Together with the CBI, we’ve written to Chancellor Rachel Reeves to highlight the serious risks posed by the proposed international student levy.
Dear Chancellor,
Universities are one of the UK’s most powerful engines of growth. They are the anchors of local and national prosperity, help bring in international investment, and drive world-class research and innovation. At a time when your government’s Modern Industrial Strategy rightly seeks to rebuild Britain’s productive capacity, the UK needs its universities operating at full strength.
Last week, the government set out a compelling vision for the higher education and research system, in which universities and colleges will be core to delivering government ambitions. We support that vision. We warmly welcome the fact that the government has recognised the need to put universities on a firm financial footing, for them to drive growth and opportunity. We welcome the investment in students – through increased maintenance loans and the commitment to introduce targeted grants. We also strongly support and endorse the decision to increase the undergraduate tuition fee in England, in line with inflation, which is intended to address the problem of growing deficits across the university system. It is also designed to be an important step in restoring lender confidence.
We want to work with you to make sure that universities make the strongest possible contribution to national ambitions.
However, the introduction of a levy on international student fees is a serious concern which undermines the objective of stabilising university budgets, and risks wiping out the beneficial effects of linking domestic tuition fees to inflation. There is a real risk that the levy results in decreasing support for students, and further constrains universities’ ability to offer high-cost courses.
We have shared detailed modeling and case studies with your officials which suggests that universities will not be able to pass on the cost of the levy in higher fees without hitting demand. Although there is variation across universities and price points, we would like the government to engage with us in understanding the full impact of the levy on demand before moving forward, and to work with us on a mechanism for funding grants which will preserve the objective of putting universities in a stronger financial position overall, when the combined effect of these policies is taken into account.
If, as many universities believe, their ability to raise fees will be limited, the levy will represent a straightforward tax on income, which will more than outweigh income from inflation linked tuition fees in many cases, reducing their ability to invest in the support they offer their own students, and in research and innovation. If we are right, the policy will have the following consequences:
1. It will directly reduce investment in research and innovation: Universities already subsidise research by over £5.4 billion annually, cross-funded primarily through international student income. 19% have already cut academic R&D, and four in five say they may be forced to do so within three years. A levy would accelerate this contraction, eroding the UK’s £52 billion research base and the pipeline of commercial innovation it supports.
2. It will undermine high-cost, high-value courses critical to the growth mission: Shortfalls of up to £14,800 per medical student and £6,500 per engineering student are already deterring universities from maintaining capacity in strategically important subjects. International fee income fills that gap. Without it, the proportion of places in high-cost disciplines, which are already down from 52% to 47% since 2016, will fall further, weakening the UK’s advanced manufacturing, energy and life-science skills base.

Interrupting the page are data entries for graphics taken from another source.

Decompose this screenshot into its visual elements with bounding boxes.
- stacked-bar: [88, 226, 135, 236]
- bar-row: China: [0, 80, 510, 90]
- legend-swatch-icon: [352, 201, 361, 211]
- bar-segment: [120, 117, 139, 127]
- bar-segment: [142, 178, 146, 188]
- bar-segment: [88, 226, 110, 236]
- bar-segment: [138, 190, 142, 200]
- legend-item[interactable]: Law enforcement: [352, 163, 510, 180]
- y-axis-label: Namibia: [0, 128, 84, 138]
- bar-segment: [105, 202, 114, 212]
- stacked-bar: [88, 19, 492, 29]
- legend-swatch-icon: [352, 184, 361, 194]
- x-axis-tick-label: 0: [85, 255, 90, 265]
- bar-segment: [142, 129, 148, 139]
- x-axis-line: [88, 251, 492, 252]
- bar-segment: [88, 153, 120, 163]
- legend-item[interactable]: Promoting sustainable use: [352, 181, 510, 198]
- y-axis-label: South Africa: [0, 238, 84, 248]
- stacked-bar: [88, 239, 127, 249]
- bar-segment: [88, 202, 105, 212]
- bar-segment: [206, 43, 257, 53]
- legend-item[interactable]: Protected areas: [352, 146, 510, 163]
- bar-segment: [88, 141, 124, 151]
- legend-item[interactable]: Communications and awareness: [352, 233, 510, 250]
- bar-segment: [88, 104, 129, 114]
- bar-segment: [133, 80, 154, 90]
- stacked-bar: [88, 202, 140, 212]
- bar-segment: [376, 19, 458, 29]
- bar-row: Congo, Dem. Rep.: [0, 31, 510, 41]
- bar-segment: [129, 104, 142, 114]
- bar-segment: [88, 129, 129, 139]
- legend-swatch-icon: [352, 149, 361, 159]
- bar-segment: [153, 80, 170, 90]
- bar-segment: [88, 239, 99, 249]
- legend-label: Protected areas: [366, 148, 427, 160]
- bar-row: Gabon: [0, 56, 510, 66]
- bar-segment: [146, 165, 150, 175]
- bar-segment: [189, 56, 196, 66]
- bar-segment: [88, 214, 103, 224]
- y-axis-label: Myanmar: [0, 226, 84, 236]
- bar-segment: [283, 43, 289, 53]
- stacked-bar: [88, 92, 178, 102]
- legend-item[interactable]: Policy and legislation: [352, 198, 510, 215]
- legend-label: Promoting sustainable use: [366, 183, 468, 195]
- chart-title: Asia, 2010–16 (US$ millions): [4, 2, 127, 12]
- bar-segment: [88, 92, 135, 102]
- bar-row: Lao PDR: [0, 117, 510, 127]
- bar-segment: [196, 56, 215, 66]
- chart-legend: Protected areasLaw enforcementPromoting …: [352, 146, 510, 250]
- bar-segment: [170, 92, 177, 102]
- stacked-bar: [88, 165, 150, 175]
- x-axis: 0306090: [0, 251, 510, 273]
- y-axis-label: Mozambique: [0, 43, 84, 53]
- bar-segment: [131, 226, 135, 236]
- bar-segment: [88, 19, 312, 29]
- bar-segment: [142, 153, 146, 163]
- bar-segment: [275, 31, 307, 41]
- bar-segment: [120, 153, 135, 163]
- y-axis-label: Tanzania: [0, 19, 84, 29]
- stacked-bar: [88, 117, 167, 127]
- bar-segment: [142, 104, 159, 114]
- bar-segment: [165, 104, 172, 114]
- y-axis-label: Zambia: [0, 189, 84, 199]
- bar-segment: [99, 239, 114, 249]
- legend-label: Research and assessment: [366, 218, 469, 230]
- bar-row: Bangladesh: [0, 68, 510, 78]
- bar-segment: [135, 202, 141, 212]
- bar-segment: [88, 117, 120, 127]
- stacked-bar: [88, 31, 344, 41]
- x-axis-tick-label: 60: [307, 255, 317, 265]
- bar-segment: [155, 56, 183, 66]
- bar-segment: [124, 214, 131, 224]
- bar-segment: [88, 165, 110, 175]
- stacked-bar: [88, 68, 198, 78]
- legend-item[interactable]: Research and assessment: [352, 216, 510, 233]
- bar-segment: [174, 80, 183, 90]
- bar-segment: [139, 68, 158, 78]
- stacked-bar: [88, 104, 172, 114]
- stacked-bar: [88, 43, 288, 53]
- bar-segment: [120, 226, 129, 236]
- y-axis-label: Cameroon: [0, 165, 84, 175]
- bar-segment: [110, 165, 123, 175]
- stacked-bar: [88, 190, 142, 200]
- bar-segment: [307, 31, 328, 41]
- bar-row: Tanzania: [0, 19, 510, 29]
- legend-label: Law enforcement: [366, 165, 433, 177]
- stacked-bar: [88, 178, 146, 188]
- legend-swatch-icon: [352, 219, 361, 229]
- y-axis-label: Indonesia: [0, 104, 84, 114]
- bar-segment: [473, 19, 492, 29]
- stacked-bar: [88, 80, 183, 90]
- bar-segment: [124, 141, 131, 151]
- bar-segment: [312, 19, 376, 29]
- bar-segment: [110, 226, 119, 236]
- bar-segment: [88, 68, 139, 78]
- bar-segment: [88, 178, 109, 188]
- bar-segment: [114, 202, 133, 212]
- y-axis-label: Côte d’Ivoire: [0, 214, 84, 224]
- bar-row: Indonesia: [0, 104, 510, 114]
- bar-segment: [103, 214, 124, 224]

3. It will harm local economies and jobs: Universities support more than 815,000 jobs across the UK and add over £71 billion to GDP. Modelling suggests the levy could reduce local GVA by almost £40 million per constituency in the hardest-hit areas—impacting both regional growth and levelling-up ambitions.
4. It will diminish support for domestic students: In 2023, English universities invested £730 million in outreach, access, and hardship funds. Yet a third have already reduced student-support spending. Further losses in international income will inevitably lead to deeper cuts, undermining social mobility at the very moment the government seeks to expand opportunity.
5. It will add further pressure to already stretched business budgets, including higher employers’ National Insurance costs: Universities are facing a £430 million-a-year increase in employer National Insurance contributions from 2025-26 onwards. For people-intensive employers like universities, this adds a substantial cost burden on top of other financial pressures, reducing the resources available for teaching, research and student support. CBI analysis also shows that receipts from employers’ NICs rose by 5% over the past year and are projected to rise by a further 28% in 2025-26, making them one of the fastest-growing costs facing employers nationwide. Introducing a levy on international income would therefore compound these cost pressures at the very moment the sector is working to maintain investment in people and programmes that underpin the UK’s growth ambitions.
We urge you to work with the sector and business communities to identify alternative, growth-positive funding mechanisms to deliver the government’s goals, which do not weaken research, innovation, and skills investment that underpin the UK’s economic renewal.
We would welcome the opportunity to meet with you and your officials to discuss this further.